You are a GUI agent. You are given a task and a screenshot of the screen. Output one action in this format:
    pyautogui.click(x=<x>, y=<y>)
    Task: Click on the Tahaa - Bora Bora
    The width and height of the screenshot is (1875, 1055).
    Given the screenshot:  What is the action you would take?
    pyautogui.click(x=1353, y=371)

* **EXERCISE BRIEF**
The entries above, copied exactly, form the whole answer.

* **OUTPUT FOR THIS EXERCISE**
You are a GUI agent. You are given a task and a screenshot of the screen. Output one action in this format:
    pyautogui.click(x=<x>, y=<y>)
    Task: Click on the Tahaa - Bora Bora
    The width and height of the screenshot is (1875, 1055).
    Given the screenshot:  What is the action you would take?
    pyautogui.click(x=1353, y=371)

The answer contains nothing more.